A Welsh flag flies high outside Park Hall Stadium in Oswestry, Shropshire. As The New Saints players file downstairs into the gym from an opposition analysis meeting, they head past a giant whiteboard with another reminder, in block capitals and green marker pen, of the historic step that awaits.
"Fiorentina away, 8pm," reads the Thursday calendar entry.
The schedule also details their 9am flight to Florence, training at Stadio Artemio Franchi exactly 24 hours before their Conference League opener, rare rest and recovery windows, and coming back down to earth with a Cymru Premier trip to Briton Ferry, a few miles from the blast furnaces of Port Talbot, on Sunday. Later that day, Fiorentina will host Milan.
As Dan Leach, TNS strength and conditioning coach, logs data from urine samples in polystyrene cups to determine hydration levels, the overhead screeching of chairs being pulled into position is confirmation of the 10am squad meeting. Last Friday, TNS won 6-1 at Newtown in mid-Wales, in front of a crowd of 493, after successive league defeats for the first time in five years had left them reeling. Since then all footage has focused on Fiorentina, runners-up in the Conference League for the past two years.
Craig Harrison, the TNS manager, attended Fiorentina's Serie A win over Lazio last month but says anyone ribbing him about bagging a weekend in Florence on the basis of a work mission is forgetting his flying phobia. "I'm making sure I'm getting Greece and Slovenia, so every cloud," says the assistant manager, Chris Seargeant, alluding to December's matches against Panathinaikos and Celje.
Seargeant has already been to Dublin to watch Shamrock Rovers.
"You prefer Guinness anyway, don't you?" says a laughing Phil Davies, who doubles up as head of medical and kit man but whose title, really, knows no bounds. "If something needs doing, I'll do it," Davies says.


» **What the task requires**: Find every line below with the word "face" in it, and copy each one.
● ● ● ● ●
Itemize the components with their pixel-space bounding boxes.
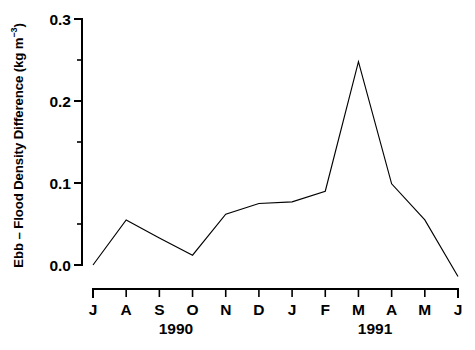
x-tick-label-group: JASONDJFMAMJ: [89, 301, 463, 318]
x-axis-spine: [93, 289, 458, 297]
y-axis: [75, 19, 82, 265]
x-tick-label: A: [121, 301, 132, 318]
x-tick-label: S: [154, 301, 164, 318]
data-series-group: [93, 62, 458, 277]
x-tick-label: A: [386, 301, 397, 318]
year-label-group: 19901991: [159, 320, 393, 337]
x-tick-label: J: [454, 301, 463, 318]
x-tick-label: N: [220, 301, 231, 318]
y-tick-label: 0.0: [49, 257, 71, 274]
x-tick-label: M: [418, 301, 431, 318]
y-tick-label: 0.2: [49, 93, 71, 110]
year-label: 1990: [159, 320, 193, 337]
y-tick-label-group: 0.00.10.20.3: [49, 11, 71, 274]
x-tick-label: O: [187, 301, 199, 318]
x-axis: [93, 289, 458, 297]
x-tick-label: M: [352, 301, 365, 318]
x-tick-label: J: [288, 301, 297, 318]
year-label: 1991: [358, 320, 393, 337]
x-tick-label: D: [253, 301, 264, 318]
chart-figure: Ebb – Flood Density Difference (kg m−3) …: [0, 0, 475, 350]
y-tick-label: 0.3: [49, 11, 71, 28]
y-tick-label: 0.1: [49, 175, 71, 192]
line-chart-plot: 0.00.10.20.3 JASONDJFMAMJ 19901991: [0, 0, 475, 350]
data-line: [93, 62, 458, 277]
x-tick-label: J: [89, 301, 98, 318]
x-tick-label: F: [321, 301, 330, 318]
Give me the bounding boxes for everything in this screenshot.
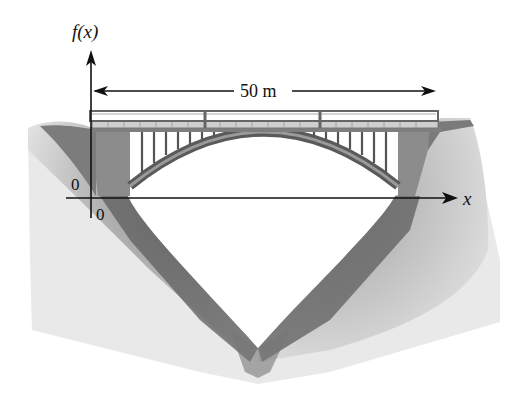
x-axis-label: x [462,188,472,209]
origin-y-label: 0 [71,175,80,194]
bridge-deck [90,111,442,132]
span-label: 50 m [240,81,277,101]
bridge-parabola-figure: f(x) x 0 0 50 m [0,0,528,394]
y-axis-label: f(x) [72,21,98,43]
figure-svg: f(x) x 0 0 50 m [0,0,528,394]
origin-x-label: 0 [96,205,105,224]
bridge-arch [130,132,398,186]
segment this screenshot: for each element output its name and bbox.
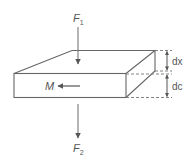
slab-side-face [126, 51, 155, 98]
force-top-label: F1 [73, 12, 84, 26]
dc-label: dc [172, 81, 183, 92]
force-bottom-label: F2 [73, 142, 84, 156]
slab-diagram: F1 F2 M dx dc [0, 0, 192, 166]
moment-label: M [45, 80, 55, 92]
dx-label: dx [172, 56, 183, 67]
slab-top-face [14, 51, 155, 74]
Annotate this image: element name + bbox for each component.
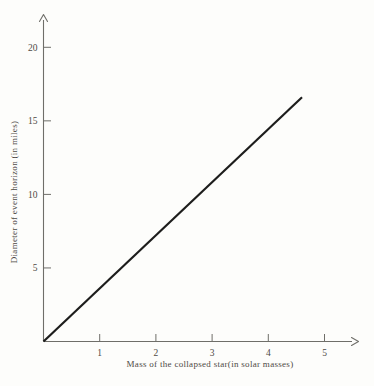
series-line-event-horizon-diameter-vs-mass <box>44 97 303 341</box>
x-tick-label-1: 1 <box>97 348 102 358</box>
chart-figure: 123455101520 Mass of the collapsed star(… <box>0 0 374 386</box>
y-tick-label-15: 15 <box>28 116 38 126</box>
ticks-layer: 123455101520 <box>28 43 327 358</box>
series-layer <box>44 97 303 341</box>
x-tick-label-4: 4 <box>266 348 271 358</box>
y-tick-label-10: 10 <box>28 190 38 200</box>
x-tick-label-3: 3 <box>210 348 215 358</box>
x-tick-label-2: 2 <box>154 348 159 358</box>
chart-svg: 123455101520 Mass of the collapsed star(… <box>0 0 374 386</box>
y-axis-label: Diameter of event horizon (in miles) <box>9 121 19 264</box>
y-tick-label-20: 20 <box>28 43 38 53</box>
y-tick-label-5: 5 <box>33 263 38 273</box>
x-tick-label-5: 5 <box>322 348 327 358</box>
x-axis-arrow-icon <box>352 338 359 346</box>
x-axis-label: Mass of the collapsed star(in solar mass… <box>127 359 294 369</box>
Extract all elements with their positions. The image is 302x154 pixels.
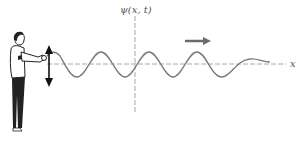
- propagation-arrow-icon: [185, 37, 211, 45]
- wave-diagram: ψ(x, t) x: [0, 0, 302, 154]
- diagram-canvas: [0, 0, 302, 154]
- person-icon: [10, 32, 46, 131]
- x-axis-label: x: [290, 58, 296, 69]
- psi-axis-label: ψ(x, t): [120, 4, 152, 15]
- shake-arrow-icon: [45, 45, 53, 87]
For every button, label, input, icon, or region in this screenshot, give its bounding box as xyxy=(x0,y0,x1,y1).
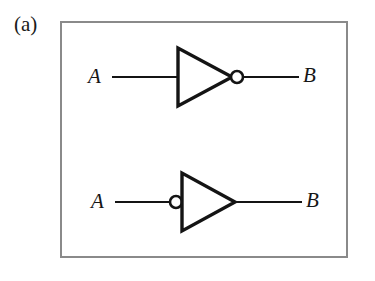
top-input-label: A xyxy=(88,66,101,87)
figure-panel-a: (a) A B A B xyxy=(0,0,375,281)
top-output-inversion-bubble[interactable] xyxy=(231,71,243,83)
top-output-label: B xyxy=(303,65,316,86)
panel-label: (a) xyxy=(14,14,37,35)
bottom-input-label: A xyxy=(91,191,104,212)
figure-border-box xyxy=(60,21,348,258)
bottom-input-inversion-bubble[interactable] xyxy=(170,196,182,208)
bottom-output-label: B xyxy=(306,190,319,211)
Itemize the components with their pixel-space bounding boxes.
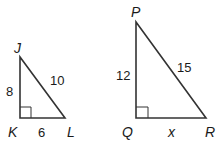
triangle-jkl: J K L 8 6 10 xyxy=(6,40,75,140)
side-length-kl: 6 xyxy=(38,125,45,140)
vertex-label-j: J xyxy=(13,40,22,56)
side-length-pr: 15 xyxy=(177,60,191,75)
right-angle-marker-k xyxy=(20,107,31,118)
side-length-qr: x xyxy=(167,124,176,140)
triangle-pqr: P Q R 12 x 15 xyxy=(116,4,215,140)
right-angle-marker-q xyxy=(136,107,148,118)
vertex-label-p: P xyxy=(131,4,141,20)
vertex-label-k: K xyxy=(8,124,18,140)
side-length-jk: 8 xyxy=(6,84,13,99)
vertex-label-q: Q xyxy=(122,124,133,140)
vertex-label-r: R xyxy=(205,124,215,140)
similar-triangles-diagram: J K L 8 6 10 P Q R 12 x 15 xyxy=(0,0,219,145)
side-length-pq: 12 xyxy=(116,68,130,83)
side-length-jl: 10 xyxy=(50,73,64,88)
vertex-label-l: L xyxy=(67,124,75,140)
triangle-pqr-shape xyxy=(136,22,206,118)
● ● ● ● ●
» **Completed task**:
slab-side-face [126, 51, 155, 98]
slab-top-face [14, 51, 155, 74]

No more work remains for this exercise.